Lop half off the original $60 price tag of Konami's PS3-Exclusive Metal Gear Solid 4: Guns of the Patriots and you've got its newer, friendlier "Greatest Hits" sales pitch. That's right, $30 now gets you my pick for best PS3 game of 2008, and easily one of my top two or three overall.
Not that you need to take my word for it. Designer Hideo Kojima's uber-crypto-sneaker launched around this time last year to nearly universal critical acclaim (not that universal acclaim can explain my allergy to the new Star Trek movie). To be fair, it torqued off a few contrarians, who then undermined their own polemic by trying to sound smart dissing the pseudo-philosophy before half-heartedly ripping the gameplay to shreds.
Did you give it a pass when the game came out? Or maybe you just picked up a PS3? Now's a great time to remedy the gaping hole in your "gi-normous gaming milestones" collection, and yes, that's an "I will pimp for MGS4" sign hanging around my neck. I loved it. I wasn't dolling out scores when I spot-reviewed it last year, but had I been, it would've clocked an easy one-double-aught.
I'll admit that's as much due to my appreciation for the story, directing, and editing, as the sneak-and-cover gameplay itself, but that's how I've always rolled. If I want pure gameplay, I'll play Tetris, or Tic-Tac-Toe (though even those games contain ineluctable narratives). The least interesting moments in BioShock for me involved tinkering with the plasmids and hunting Little Sisters and playing peekaboo with the easily snookered artificial intelligence. I kept playing that game because I wanted to know how the generally well written story ended, not because I cared about flinging extra-super-powerful lightning bolts at the pathetically executed endgame villain.
Occasionally someone tries to foist the notion that games aren't (or shouldn't be) narratives on players. It's a wrongheaded notion, as well as a naive one. Games can be many things. Not-narratives will never be one of them. Metal Gear Solid 4 is an interactive story, and, as it happens, one of the most trenchant ever created. With its dark science-fantasy allegory of warlord-like private military contractors and chess-piece WMDs and wars fought by proxy groups without ideological liabilities to manipulate world economies, it took bigger political risks than its peers...because it took measured aim at much more than just a fantasy world.
Not that you need to take my word for it. Designer Hideo Kojima's uber-crypto-sneaker launched around this time last year to nearly universal critical acclaim (not that universal acclaim can explain my allergy to the new Star Trek movie). To be fair, it torqued off a few contrarians, who then undermined their own polemic by trying to sound smart dissing the pseudo-philosophy before half-heartedly ripping the gameplay to shreds.
Did you give it a pass when the game came out? Or maybe you just picked up a PS3? Now's a great time to remedy the gaping hole in your "gi-normous gaming milestones" collection, and yes, that's an "I will pimp for MGS4" sign hanging around my neck. I loved it. I wasn't dolling out scores when I spot-reviewed it last year, but had I been, it would've clocked an easy one-double-aught.
I'll admit that's as much due to my appreciation for the story, directing, and editing, as the sneak-and-cover gameplay itself, but that's how I've always rolled. If I want pure gameplay, I'll play Tetris, or Tic-Tac-Toe (though even those games contain ineluctable narratives). The least interesting moments in BioShock for me involved tinkering with the plasmids and hunting Little Sisters and playing peekaboo with the easily snookered artificial intelligence. I kept playing that game because I wanted to know how the generally well written story ended, not because I cared about flinging extra-super-powerful lightning bolts at the pathetically executed endgame villain.
Occasionally someone tries to foist the notion that games aren't (or shouldn't be) narratives on players. It's a wrongheaded notion, as well as a naive one. Games can be many things. Not-narratives will never be one of them. Metal Gear Solid 4 is an interactive story, and, as it happens, one of the most trenchant ever created. With its dark science-fantasy allegory of warlord-like private military contractors and chess-piece WMDs and wars fought by proxy groups without ideological liabilities to manipulate world economies, it took bigger political risks than its peers...because it took measured aim at much more than just a fantasy world.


● **TRY IT**
Copy all lines below containing "direction".

Data excerpts
□ □ □ □ □
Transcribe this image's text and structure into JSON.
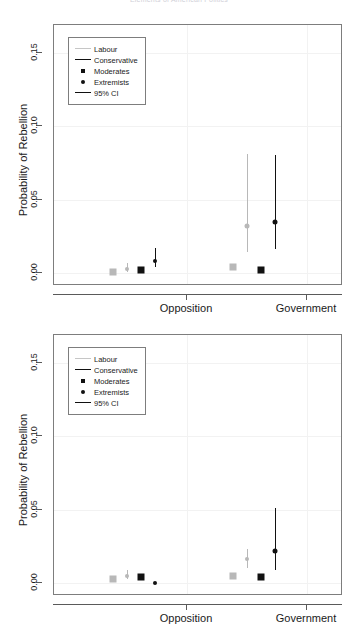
{
  "figure": {
    "title": "Elements of American Politics",
    "ylabel": "Probability of Rebellion"
  },
  "legend": {
    "items": [
      {
        "label": "Labour",
        "key": "line-grey",
        "color": "#c6c6c6"
      },
      {
        "label": "Conservative",
        "key": "line-dark",
        "color": "#111111"
      },
      {
        "label": "Moderates",
        "key": "square-dark",
        "color": "#111111"
      },
      {
        "label": "Extremists",
        "key": "dot-dark",
        "color": "#111111"
      },
      {
        "label": "95% CI",
        "key": "line-dark",
        "color": "#111111"
      }
    ]
  },
  "axes": {
    "yticks": [
      "0.00",
      "0.05",
      "0.10",
      "0.15"
    ],
    "ytick_values": [
      0.0,
      0.05,
      0.1,
      0.15
    ],
    "ylim": [
      -0.006,
      0.172
    ],
    "xticks": [
      "Opposition",
      "Government"
    ]
  },
  "chart_data": [
    {
      "type": "scatter",
      "panel": "top",
      "title": "",
      "xlabel": "",
      "ylabel": "Probability of Rebellion",
      "ylim": [
        -0.006,
        0.172
      ],
      "grid": true,
      "categories": [
        "Opposition",
        "Government"
      ],
      "legend_position": "top-left",
      "series": [
        {
          "name": "Labour Moderates",
          "party": "Labour",
          "wing": "Moderates",
          "marker": "square",
          "color": "#b8b8b8",
          "points": [
            {
              "category": "Opposition",
              "value": 0.001,
              "ci_low": 0.0,
              "ci_high": 0.002
            },
            {
              "category": "Government",
              "value": 0.004,
              "ci_low": 0.003,
              "ci_high": 0.006
            }
          ]
        },
        {
          "name": "Labour Extremists",
          "party": "Labour",
          "wing": "Extremists",
          "marker": "circle",
          "color": "#b8b8b8",
          "points": [
            {
              "category": "Opposition",
              "value": 0.003,
              "ci_low": 0.001,
              "ci_high": 0.007
            },
            {
              "category": "Government",
              "value": 0.032,
              "ci_low": 0.014,
              "ci_high": 0.081
            }
          ]
        },
        {
          "name": "Conservative Moderates",
          "party": "Conservative",
          "wing": "Moderates",
          "marker": "square",
          "color": "#111111",
          "points": [
            {
              "category": "Opposition",
              "value": 0.002,
              "ci_low": 0.001,
              "ci_high": 0.003
            },
            {
              "category": "Government",
              "value": 0.002,
              "ci_low": 0.001,
              "ci_high": 0.004
            }
          ]
        },
        {
          "name": "Conservative Extremists",
          "party": "Conservative",
          "wing": "Extremists",
          "marker": "circle",
          "color": "#111111",
          "points": [
            {
              "category": "Opposition",
              "value": 0.008,
              "ci_low": 0.004,
              "ci_high": 0.017
            },
            {
              "category": "Government",
              "value": 0.035,
              "ci_low": 0.016,
              "ci_high": 0.08
            }
          ]
        }
      ]
    },
    {
      "type": "scatter",
      "panel": "bottom",
      "title": "",
      "xlabel": "",
      "ylabel": "Probability of Rebellion",
      "ylim": [
        -0.006,
        0.172
      ],
      "grid": true,
      "categories": [
        "Opposition",
        "Government"
      ],
      "legend_position": "top-left",
      "series": [
        {
          "name": "Labour Moderates",
          "party": "Labour",
          "wing": "Moderates",
          "marker": "square",
          "color": "#b8b8b8",
          "points": [
            {
              "category": "Opposition",
              "value": 0.003,
              "ci_low": 0.002,
              "ci_high": 0.005
            },
            {
              "category": "Government",
              "value": 0.005,
              "ci_low": 0.003,
              "ci_high": 0.007
            }
          ]
        },
        {
          "name": "Labour Extremists",
          "party": "Labour",
          "wing": "Extremists",
          "marker": "circle",
          "color": "#b8b8b8",
          "points": [
            {
              "category": "Opposition",
              "value": 0.005,
              "ci_low": 0.003,
              "ci_high": 0.009
            },
            {
              "category": "Government",
              "value": 0.016,
              "ci_low": 0.01,
              "ci_high": 0.023
            }
          ]
        },
        {
          "name": "Conservative Moderates",
          "party": "Conservative",
          "wing": "Moderates",
          "marker": "square",
          "color": "#111111",
          "points": [
            {
              "category": "Opposition",
              "value": 0.004,
              "ci_low": 0.003,
              "ci_high": 0.006
            },
            {
              "category": "Government",
              "value": 0.004,
              "ci_low": 0.002,
              "ci_high": 0.005
            }
          ]
        },
        {
          "name": "Conservative Extremists",
          "party": "Conservative",
          "wing": "Extremists",
          "marker": "circle",
          "color": "#111111",
          "points": [
            {
              "category": "Opposition",
              "value": 0.0,
              "ci_low": 0.0,
              "ci_high": 0.001
            },
            {
              "category": "Government",
              "value": 0.022,
              "ci_low": 0.009,
              "ci_high": 0.051
            }
          ]
        }
      ]
    }
  ]
}
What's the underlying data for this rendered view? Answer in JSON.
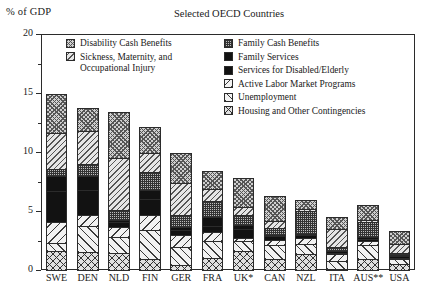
{
  "chart_data": {
    "type": "bar",
    "subtype": "stacked-bar",
    "title": "Selected OECD Countries",
    "ylabel": "% of GDP",
    "xlabel": "",
    "ylim": [
      0,
      20
    ],
    "yticks": [
      0,
      5,
      10,
      15,
      20
    ],
    "ytick_labels": [
      "0",
      "5",
      "10",
      "15",
      "20"
    ],
    "yminor_ticks": [
      2.5,
      7.5,
      12.5,
      17.5
    ],
    "grid": false,
    "legend_position": "inside-upper-right",
    "categories": [
      "SWE",
      "DEN",
      "NLD",
      "FIN",
      "GER",
      "FRA",
      "UK*",
      "CAN",
      "NZL",
      "ITA",
      "AUS**",
      "USA"
    ],
    "stack_order_bottom_to_top": [
      "Housing and Other Contingencies",
      "Unemployment",
      "Active Labor Market Programs",
      "Services for Disabled/Elderly",
      "Family Services",
      "Family Cash Benefits",
      "Sickness, Maternity, and Occupational Injury",
      "Disability Cash Benefits"
    ],
    "series": [
      {
        "name": "Housing and Other Contingencies",
        "pattern": "crosshatch-coarse",
        "values": [
          1.7,
          1.6,
          1.5,
          1.0,
          0.5,
          1.1,
          1.7,
          1.0,
          1.4,
          0.2,
          1.0,
          0.6
        ]
      },
      {
        "name": "Unemployment",
        "pattern": "diagonal-forward",
        "values": [
          0.8,
          2.3,
          1.5,
          2.6,
          1.6,
          1.5,
          0.9,
          1.3,
          1.0,
          0.7,
          1.3,
          0.5
        ]
      },
      {
        "name": "Active Labor Market Programs",
        "pattern": "diagonal-back",
        "values": [
          1.8,
          1.0,
          0.9,
          1.3,
          1.1,
          0.9,
          0.4,
          0.5,
          0.6,
          0.7,
          0.4,
          0.2
        ]
      },
      {
        "name": "Services for Disabled/Elderly",
        "pattern": "solid-black",
        "values": [
          2.7,
          2.2,
          0.5,
          1.5,
          0.5,
          0.6,
          0.8,
          0.4,
          0.3,
          0.2,
          0.3,
          0.2
        ]
      },
      {
        "name": "Family Services",
        "pattern": "solid-black",
        "values": [
          1.4,
          1.3,
          0.3,
          0.8,
          0.4,
          0.8,
          0.4,
          0.1,
          0.2,
          0.2,
          0.2,
          0.1
        ]
      },
      {
        "name": "Family Cash Benefits",
        "pattern": "checker-fine",
        "values": [
          0.7,
          1.1,
          0.9,
          1.6,
          1.1,
          1.5,
          1.0,
          0.7,
          2.0,
          0.5,
          1.4,
          0.3
        ]
      },
      {
        "name": "Sickness, Maternity, and Occupational Injury",
        "pattern": "diagonal-light",
        "values": [
          3.1,
          2.9,
          4.5,
          1.7,
          2.8,
          1.1,
          0.7,
          0.7,
          0.3,
          1.6,
          0.2,
          0.8
        ]
      },
      {
        "name": "Disability Cash Benefits",
        "pattern": "crosshatch-fine",
        "values": [
          3.4,
          2.0,
          4.0,
          2.3,
          2.6,
          1.6,
          2.6,
          2.2,
          0.8,
          1.1,
          1.4,
          1.2
        ]
      }
    ],
    "totals": [
      15.6,
      14.4,
      14.1,
      12.8,
      10.6,
      9.1,
      8.5,
      6.9,
      6.6,
      5.2,
      5.2,
      3.9
    ],
    "annotations": [
      "UK*",
      "AUS**"
    ]
  },
  "legend": {
    "left_column": [
      {
        "label": "Disability Cash Benefits",
        "pattern": "p-disability"
      },
      {
        "label": "Sickness, Maternity, and\nOccupational Injury",
        "pattern": "p-sickness"
      }
    ],
    "right_column": [
      {
        "label": "Family Cash Benefits",
        "pattern": "p-familycash"
      },
      {
        "label": "Family Services",
        "pattern": "p-familyserv"
      },
      {
        "label": "Services for Disabled/Elderly",
        "pattern": "p-disabledserv"
      },
      {
        "label": "Active Labor Market Programs",
        "pattern": "p-almp"
      },
      {
        "label": "Unemployment",
        "pattern": "p-unemployment"
      },
      {
        "label": "Housing and Other Contingencies",
        "pattern": "p-housing"
      }
    ]
  }
}
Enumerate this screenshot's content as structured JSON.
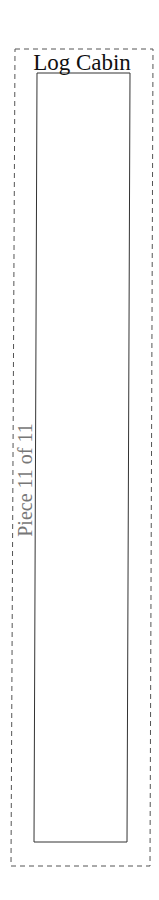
{
  "pattern": {
    "title": "Log Cabin",
    "piece_label": "Piece 11 of 11",
    "piece_number": 11,
    "piece_total": 11
  },
  "colors": {
    "cut_line": "#555555",
    "seam_line": "#333333",
    "title_text": "#111111",
    "piece_text": "#777777",
    "background": "#ffffff"
  }
}
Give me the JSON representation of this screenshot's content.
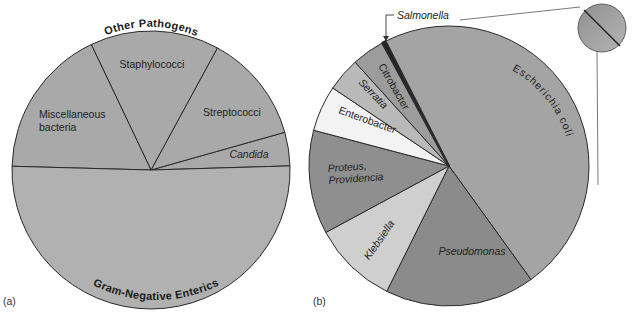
{
  "figure": {
    "panel_a_label": "(a)",
    "panel_b_label": "(b)",
    "caption_visible": "",
    "colors": {
      "stroke": "#2a2a2a",
      "background": "#ffffff"
    }
  },
  "chart_data": [
    {
      "type": "pie",
      "title": "",
      "panel": "(a)",
      "center": [
        151,
        170
      ],
      "radius": 139,
      "start_angle_deg": -1.7,
      "direction": "counterclockwise",
      "group_labels": [
        {
          "text": "Other Pathogens",
          "position": "top-arc"
        },
        {
          "text": "Gram-Negative Enterics",
          "position": "bottom-arc"
        }
      ],
      "slices": [
        {
          "label": "Candida",
          "value": 3.9,
          "color": "#a9a9a9",
          "italic": true,
          "group": "Other Pathogens"
        },
        {
          "label": "Streptococci",
          "value": 12.7,
          "color": "#a9a9a9",
          "italic": false,
          "group": "Other Pathogens"
        },
        {
          "label": "Staphylococci",
          "value": 15.0,
          "color": "#a9a9a9",
          "italic": false,
          "group": "Other Pathogens"
        },
        {
          "label": "Miscellaneous bacteria",
          "value": 17.5,
          "color": "#a9a9a9",
          "italic": false,
          "group": "Other Pathogens"
        },
        {
          "label": "Gram-Negative Enterics",
          "value": 50.9,
          "color": "#b1b1b1",
          "italic": false,
          "group": "Gram-Negative Enterics"
        }
      ]
    },
    {
      "type": "pie",
      "title": "",
      "panel": "(b)",
      "center": [
        449,
        166
      ],
      "radius": 140,
      "start_angle_deg": -117.0,
      "direction": "clockwise",
      "slices": [
        {
          "label": "Escherichia coli",
          "value": 47.6,
          "color": "#a4a4a4",
          "italic": false
        },
        {
          "label": "Pseudomonas",
          "value": 17.3,
          "color": "#8b8b8b",
          "italic": true
        },
        {
          "label": "Klebsiella",
          "value": 9.8,
          "color": "#cfcfcf",
          "italic": true
        },
        {
          "label": "Proteus, Providencia",
          "value": 12.0,
          "color": "#8f8f8f",
          "italic": true
        },
        {
          "label": "Enterobacter",
          "value": 5.3,
          "color": "#f3f3f3",
          "italic": false
        },
        {
          "label": "Serratia",
          "value": 3.9,
          "color": "#b9b9b9",
          "italic": true
        },
        {
          "label": "Citrobacter",
          "value": 3.8,
          "color": "#9c9c9c",
          "italic": false
        },
        {
          "label": "Salmonella",
          "value": 0.4,
          "color": "#1e1e1e",
          "italic": true
        }
      ],
      "inset": {
        "description": "magnified view of Salmonella sliver",
        "center": [
          602,
          28
        ],
        "radius": 24
      }
    }
  ]
}
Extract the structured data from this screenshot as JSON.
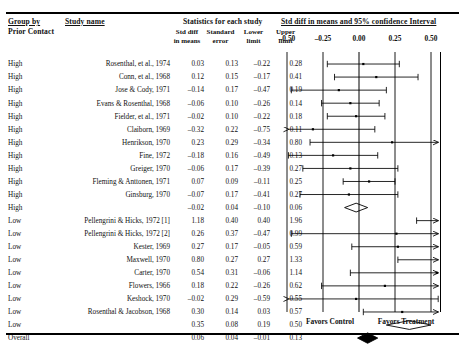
{
  "header": {
    "group_by": "Group by",
    "group_by_sub": "Prior Contact",
    "study_name": "Study name",
    "stats_title": "Statistics for each study",
    "plot_title": "Std diff in means and 95% confidence Interval",
    "columns": [
      "Std diff\nin means",
      "Standard\nerror",
      "Lower\nlimit",
      "Upper\nlimit"
    ],
    "col_effect_l1": "Std diff",
    "col_effect_l2": "in means",
    "col_se_l1": "Standard",
    "col_se_l2": "error",
    "col_lo_l1": "Lower",
    "col_lo_l2": "limit",
    "col_up_l1": "Upper",
    "col_up_l2": "limit"
  },
  "axis": {
    "ticks": [
      "-0.50",
      "-0.25",
      "0.00",
      "0.25",
      "0.50"
    ],
    "tick_values": [
      -0.5,
      -0.25,
      0.0,
      0.25,
      0.5
    ],
    "min": -0.5,
    "max": 0.5,
    "favors_left": "Favors Control",
    "favors_right": "Favors Treatment"
  },
  "chart_data": {
    "type": "forest",
    "title": "Std diff in means and 95% confidence Interval",
    "xlabel": "",
    "ylabel": "",
    "xlim": [
      -0.5,
      0.5
    ],
    "grid": true,
    "legend": [
      "Favors Control",
      "Favors Treatment"
    ],
    "columns": [
      "Prior Contact",
      "Study name",
      "Std diff in means",
      "Standard error",
      "Lower limit",
      "Upper limit"
    ],
    "rows": [
      {
        "group": "High",
        "study": "Rosenthal, et al., 1974",
        "effect": 0.03,
        "se": 0.13,
        "lower": -0.22,
        "upper": 0.28,
        "kind": "study"
      },
      {
        "group": "High",
        "study": "Conn, et al., 1968",
        "effect": 0.12,
        "se": 0.15,
        "lower": -0.17,
        "upper": 0.41,
        "kind": "study"
      },
      {
        "group": "High",
        "study": "Jose & Cody, 1971",
        "effect": -0.14,
        "se": 0.17,
        "lower": -0.47,
        "upper": 0.19,
        "kind": "study"
      },
      {
        "group": "High",
        "study": "Evans & Rosenthal, 1968",
        "effect": -0.06,
        "se": 0.1,
        "lower": -0.26,
        "upper": 0.14,
        "kind": "study"
      },
      {
        "group": "High",
        "study": "Fielder, et al., 1971",
        "effect": -0.02,
        "se": 0.1,
        "lower": -0.22,
        "upper": 0.18,
        "kind": "study"
      },
      {
        "group": "High",
        "study": "Claiborn, 1969",
        "effect": -0.32,
        "se": 0.22,
        "lower": -0.75,
        "upper": 0.11,
        "kind": "study"
      },
      {
        "group": "High",
        "study": "Henrikson, 1970",
        "effect": 0.23,
        "se": 0.29,
        "lower": -0.34,
        "upper": 0.8,
        "kind": "study"
      },
      {
        "group": "High",
        "study": "Fine, 1972",
        "effect": -0.18,
        "se": 0.16,
        "lower": -0.49,
        "upper": 0.13,
        "kind": "study"
      },
      {
        "group": "High",
        "study": "Greiger, 1970",
        "effect": -0.06,
        "se": 0.17,
        "lower": -0.39,
        "upper": 0.27,
        "kind": "study"
      },
      {
        "group": "High",
        "study": "Fleming & Anttonen, 1971",
        "effect": 0.07,
        "se": 0.09,
        "lower": -0.11,
        "upper": 0.25,
        "kind": "study"
      },
      {
        "group": "High",
        "study": "Ginsburg, 1970",
        "effect": -0.07,
        "se": 0.17,
        "lower": -0.41,
        "upper": 0.27,
        "kind": "study"
      },
      {
        "group": "High",
        "study": "",
        "effect": -0.02,
        "se": 0.04,
        "lower": -0.1,
        "upper": 0.06,
        "kind": "subtotal"
      },
      {
        "group": "Low",
        "study": "Pellengrini & Hicks, 1972 [1]",
        "effect": 1.18,
        "se": 0.4,
        "lower": 0.4,
        "upper": 1.96,
        "kind": "study"
      },
      {
        "group": "Low",
        "study": "Pellengrini & Hicks, 1972 [2]",
        "effect": 0.26,
        "se": 0.37,
        "lower": -0.47,
        "upper": 0.99,
        "kind": "study"
      },
      {
        "group": "Low",
        "study": "Kester, 1969",
        "effect": 0.27,
        "se": 0.17,
        "lower": -0.05,
        "upper": 0.59,
        "kind": "study"
      },
      {
        "group": "Low",
        "study": "Maxwell, 1970",
        "effect": 0.8,
        "se": 0.27,
        "lower": 0.27,
        "upper": 1.33,
        "kind": "study"
      },
      {
        "group": "Low",
        "study": "Carter, 1970",
        "effect": 0.54,
        "se": 0.31,
        "lower": -0.06,
        "upper": 1.14,
        "kind": "study"
      },
      {
        "group": "Low",
        "study": "Flowers, 1966",
        "effect": 0.18,
        "se": 0.22,
        "lower": -0.26,
        "upper": 0.62,
        "kind": "study"
      },
      {
        "group": "Low",
        "study": "Keshock, 1970",
        "effect": -0.02,
        "se": 0.29,
        "lower": -0.59,
        "upper": 0.55,
        "kind": "study"
      },
      {
        "group": "Low",
        "study": "Rosenthal & Jacobson, 1968",
        "effect": 0.3,
        "se": 0.14,
        "lower": 0.03,
        "upper": 0.57,
        "kind": "study"
      },
      {
        "group": "Low",
        "study": "",
        "effect": 0.35,
        "se": 0.08,
        "lower": 0.19,
        "upper": 0.5,
        "kind": "subtotal"
      },
      {
        "group": "Overall",
        "study": "",
        "effect": 0.06,
        "se": 0.04,
        "lower": -0.01,
        "upper": 0.13,
        "kind": "overall"
      }
    ]
  }
}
□ □ □ □ □
● **SOLVED PROBLEM**
      "direction": "counterclockwise",
      "direction": "clockwise",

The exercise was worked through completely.